A Zero-Energy Community: Part 2
Project Manager Brad Liljequist chronicles the building of the zHome, a ten-unit townhome in Issaquah, Washington—the first multifamily zero-energy community in the United States. Part 2: Building REALLY green... It's easier than you think.
Forty percent. That’s the share of total CO2 emissions each year in the US that comes from energy used in buildings. Building operations—heating, cooling, lighting, and everything else inside the walls—are the single largest generator of carbon dioxide in the country. It’s an easy thing to forget about, sort of like background noise. But it’s there, humming along, 24/7.

One of the core environmental benchmarks of zHome is achieving zero net energy and zero net carbon emissions. We are achieving this with a number of conservation technologies which reduce energy use by about two-thirds of that of a typical townhome. We then offset the remaining third with solar panels mounted on each zHome roof. The extra energy these panels generate during the summer will offset the amount of supplemental energy the units will need during the cold, dark Northwest winters.

Figuring out how to get to zero net energy and zero net carbon emissions at a cost accessible to the mainstream market was not an easy task. A subgroup of our design team wood-sheded for many hours in a series of meetings at the David Vandervort offices. The stars of the show were Tom Marseille, WSP Flack and Kurtz managing principal, energy expert, and Cascadia Green Building Council board member, and Chuck Murray, then of the WSU Energy Program and now with the State of Washington Department of Commerce, where he leads updates to the State Energy Code.

The design that emerged through those hours combined two core conservation strategies that cut our energy use in a one-two punch: thick, highly insulated, very tightly sealed walls (R-38 walls and R-63 ceiling for you techies), and a ground source heat pump system that is three times more energy efficient than the best forced air furnace.



A sprinkling of other things round out the picture, including 100% LED and fluorescent lighting, in-home energy monitors, heat recovery ventilators, super efficient appliances, hydronic in-floor heat distribution, and natural daylighting. And then of course the solar panel production completes the package.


What the task asks | Restate all entries word for word, minus pictures.

Data for processing |
-- -- --
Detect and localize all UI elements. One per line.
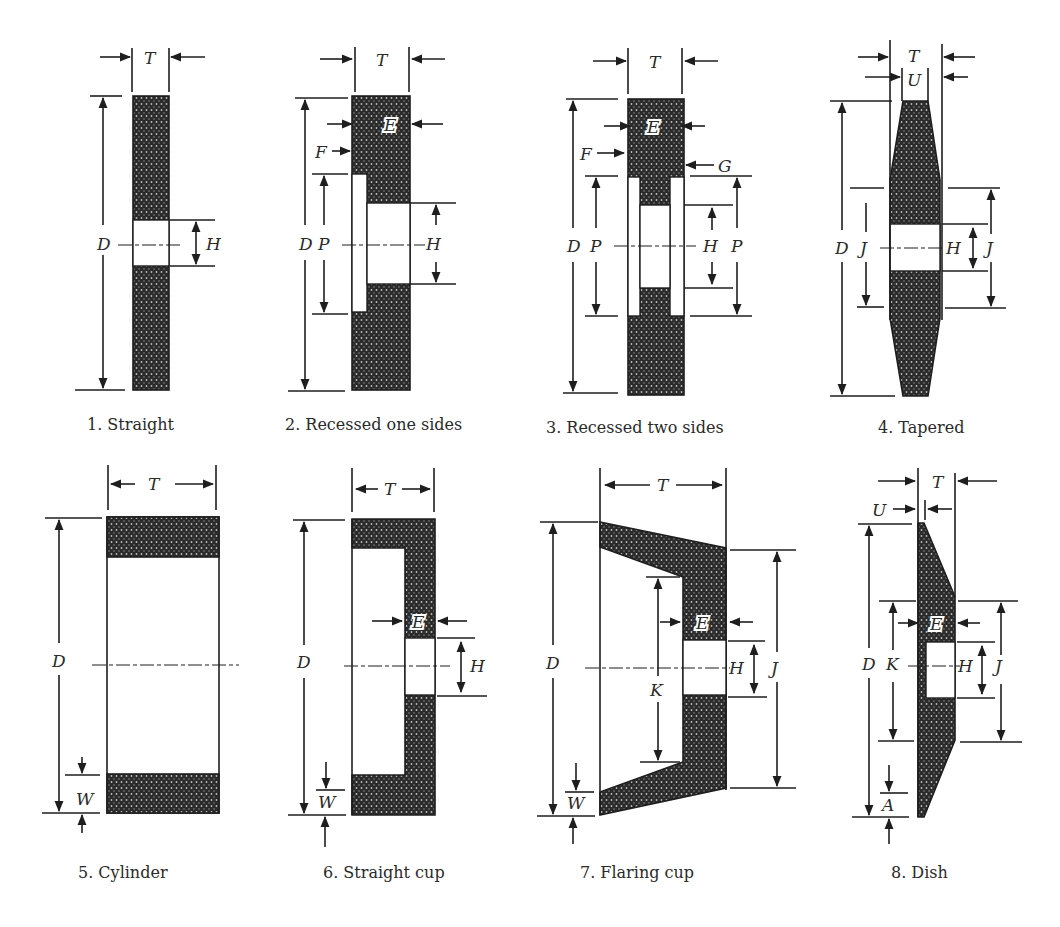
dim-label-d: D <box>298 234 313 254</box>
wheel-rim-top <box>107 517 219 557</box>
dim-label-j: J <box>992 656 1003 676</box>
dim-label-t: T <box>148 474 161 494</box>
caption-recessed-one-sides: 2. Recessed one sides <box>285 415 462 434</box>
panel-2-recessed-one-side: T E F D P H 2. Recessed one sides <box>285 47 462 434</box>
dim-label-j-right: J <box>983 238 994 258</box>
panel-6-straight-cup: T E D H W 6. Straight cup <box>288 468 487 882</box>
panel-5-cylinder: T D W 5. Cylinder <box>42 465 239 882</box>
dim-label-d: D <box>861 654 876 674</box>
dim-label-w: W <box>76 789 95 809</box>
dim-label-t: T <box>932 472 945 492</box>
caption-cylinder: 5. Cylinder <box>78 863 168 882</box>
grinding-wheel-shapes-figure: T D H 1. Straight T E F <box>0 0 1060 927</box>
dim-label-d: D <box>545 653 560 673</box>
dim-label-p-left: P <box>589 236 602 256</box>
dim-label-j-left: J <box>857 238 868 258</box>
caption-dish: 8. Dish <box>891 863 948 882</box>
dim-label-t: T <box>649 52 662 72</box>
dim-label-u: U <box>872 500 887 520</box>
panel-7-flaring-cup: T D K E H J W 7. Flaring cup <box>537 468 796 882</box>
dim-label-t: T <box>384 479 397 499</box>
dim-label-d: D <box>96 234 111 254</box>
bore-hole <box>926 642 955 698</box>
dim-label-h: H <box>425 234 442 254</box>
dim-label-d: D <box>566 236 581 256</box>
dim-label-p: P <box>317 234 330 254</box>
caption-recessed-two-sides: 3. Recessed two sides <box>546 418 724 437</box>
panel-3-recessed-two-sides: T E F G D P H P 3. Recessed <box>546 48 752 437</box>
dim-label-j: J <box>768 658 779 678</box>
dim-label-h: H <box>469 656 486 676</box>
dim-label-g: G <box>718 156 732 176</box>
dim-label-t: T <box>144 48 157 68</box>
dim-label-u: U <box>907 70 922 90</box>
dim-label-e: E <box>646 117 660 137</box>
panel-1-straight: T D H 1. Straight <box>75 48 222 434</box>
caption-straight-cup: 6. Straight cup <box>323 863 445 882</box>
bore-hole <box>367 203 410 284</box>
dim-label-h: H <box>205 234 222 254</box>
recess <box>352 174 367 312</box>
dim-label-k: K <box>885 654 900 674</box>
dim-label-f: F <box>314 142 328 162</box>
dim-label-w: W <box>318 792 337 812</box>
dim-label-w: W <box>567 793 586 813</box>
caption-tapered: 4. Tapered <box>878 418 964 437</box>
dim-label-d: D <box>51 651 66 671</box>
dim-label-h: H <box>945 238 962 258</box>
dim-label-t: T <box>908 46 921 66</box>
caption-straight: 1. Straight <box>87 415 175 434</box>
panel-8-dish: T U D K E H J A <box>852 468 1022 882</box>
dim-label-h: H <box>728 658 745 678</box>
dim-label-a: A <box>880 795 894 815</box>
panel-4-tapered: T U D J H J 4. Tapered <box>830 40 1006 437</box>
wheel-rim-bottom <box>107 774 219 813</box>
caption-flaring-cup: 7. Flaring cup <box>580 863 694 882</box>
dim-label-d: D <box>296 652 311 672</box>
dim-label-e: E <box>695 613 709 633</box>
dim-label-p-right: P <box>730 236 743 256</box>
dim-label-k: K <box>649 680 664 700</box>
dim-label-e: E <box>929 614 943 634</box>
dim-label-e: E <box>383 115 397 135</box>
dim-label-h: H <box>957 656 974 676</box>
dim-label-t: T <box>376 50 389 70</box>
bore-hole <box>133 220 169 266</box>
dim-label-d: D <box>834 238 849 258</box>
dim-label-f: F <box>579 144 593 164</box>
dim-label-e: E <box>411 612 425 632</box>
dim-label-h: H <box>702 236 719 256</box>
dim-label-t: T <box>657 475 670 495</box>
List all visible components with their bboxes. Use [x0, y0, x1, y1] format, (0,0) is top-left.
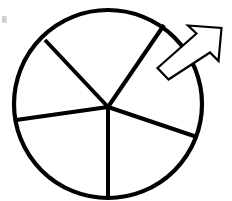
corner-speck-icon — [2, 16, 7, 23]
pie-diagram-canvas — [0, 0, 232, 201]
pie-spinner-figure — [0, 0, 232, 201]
-- -- --
Exercise solution |
Detect and localize all UI elements. One per line.
dim-label-d: D <box>298 234 313 254</box>
wheel-rim-top <box>107 517 219 557</box>
dim-label-j: J <box>992 656 1003 676</box>
dim-label-t: T <box>148 474 161 494</box>
caption-recessed-one-sides: 2. Recessed one sides <box>285 415 462 434</box>
panel-2-recessed-one-side: T E F D P H 2. Recessed one sides <box>285 47 462 434</box>
dim-label-j-right: J <box>983 238 994 258</box>
panel-6-straight-cup: T E D H W 6. Straight cup <box>288 468 487 882</box>
panel-5-cylinder: T D W 5. Cylinder <box>42 465 239 882</box>
dim-label-d: D <box>861 654 876 674</box>
dim-label-w: W <box>76 789 95 809</box>
dim-label-t: T <box>932 472 945 492</box>
caption-cylinder: 5. Cylinder <box>78 863 168 882</box>
grinding-wheel-shapes-figure: T D H 1. Straight T E F <box>0 0 1060 927</box>
dim-label-d: D <box>545 653 560 673</box>
dim-label-p-left: P <box>589 236 602 256</box>
dim-label-j-left: J <box>857 238 868 258</box>
caption-dish: 8. Dish <box>891 863 948 882</box>
dim-label-t: T <box>649 52 662 72</box>
dim-label-u: U <box>872 500 887 520</box>
panel-7-flaring-cup: T D K E H J W 7. Flaring cup <box>537 468 796 882</box>
dim-label-t: T <box>384 479 397 499</box>
dim-label-d: D <box>96 234 111 254</box>
bore-hole <box>926 642 955 698</box>
dim-label-h: H <box>425 234 442 254</box>
dim-label-d: D <box>566 236 581 256</box>
dim-label-p: P <box>317 234 330 254</box>
caption-recessed-two-sides: 3. Recessed two sides <box>546 418 724 437</box>
panel-3-recessed-two-sides: T E F G D P H P 3. Recessed <box>546 48 752 437</box>
dim-label-j: J <box>768 658 779 678</box>
dim-label-h: H <box>469 656 486 676</box>
dim-label-g: G <box>718 156 732 176</box>
dim-label-t: T <box>144 48 157 68</box>
dim-label-u: U <box>907 70 922 90</box>
dim-label-e: E <box>646 117 660 137</box>
panel-1-straight: T D H 1. Straight <box>75 48 222 434</box>
caption-straight-cup: 6. Straight cup <box>323 863 445 882</box>
bore-hole <box>367 203 410 284</box>
dim-label-h: H <box>205 234 222 254</box>
recess <box>352 174 367 312</box>
dim-label-k: K <box>885 654 900 674</box>
dim-label-f: F <box>314 142 328 162</box>
dim-label-w: W <box>318 792 337 812</box>
dim-label-w: W <box>567 793 586 813</box>
caption-tapered: 4. Tapered <box>878 418 964 437</box>
dim-label-d: D <box>51 651 66 671</box>
dim-label-h: H <box>945 238 962 258</box>
dim-label-t: T <box>908 46 921 66</box>
caption-straight: 1. Straight <box>87 415 175 434</box>
panel-8-dish: T U D K E H J A <box>852 468 1022 882</box>
dim-label-h: H <box>728 658 745 678</box>
dim-label-a: A <box>880 795 894 815</box>
panel-4-tapered: T U D J H J 4. Tapered <box>830 40 1006 437</box>
wheel-rim-bottom <box>107 774 219 813</box>
caption-flaring-cup: 7. Flaring cup <box>580 863 694 882</box>
dim-label-d: D <box>296 652 311 672</box>
dim-label-e: E <box>695 613 709 633</box>
dim-label-p-right: P <box>730 236 743 256</box>
dim-label-k: K <box>649 680 664 700</box>
dim-label-e: E <box>929 614 943 634</box>
dim-label-e: E <box>383 115 397 135</box>
dim-label-h: H <box>957 656 974 676</box>
dim-label-t: T <box>376 50 389 70</box>
bore-hole <box>133 220 169 266</box>
dim-label-d: D <box>834 238 849 258</box>
dim-label-f: F <box>579 144 593 164</box>
dim-label-e: E <box>411 612 425 632</box>
dim-label-h: H <box>702 236 719 256</box>
dim-label-t: T <box>657 475 670 495</box>
List all visible components with their bboxes. Use [x0, y0, x1, y1] format, (0,0) is top-left.
corner-speck-icon — [2, 16, 7, 23]
pie-diagram-canvas — [0, 0, 232, 201]
pie-spinner-figure — [0, 0, 232, 201]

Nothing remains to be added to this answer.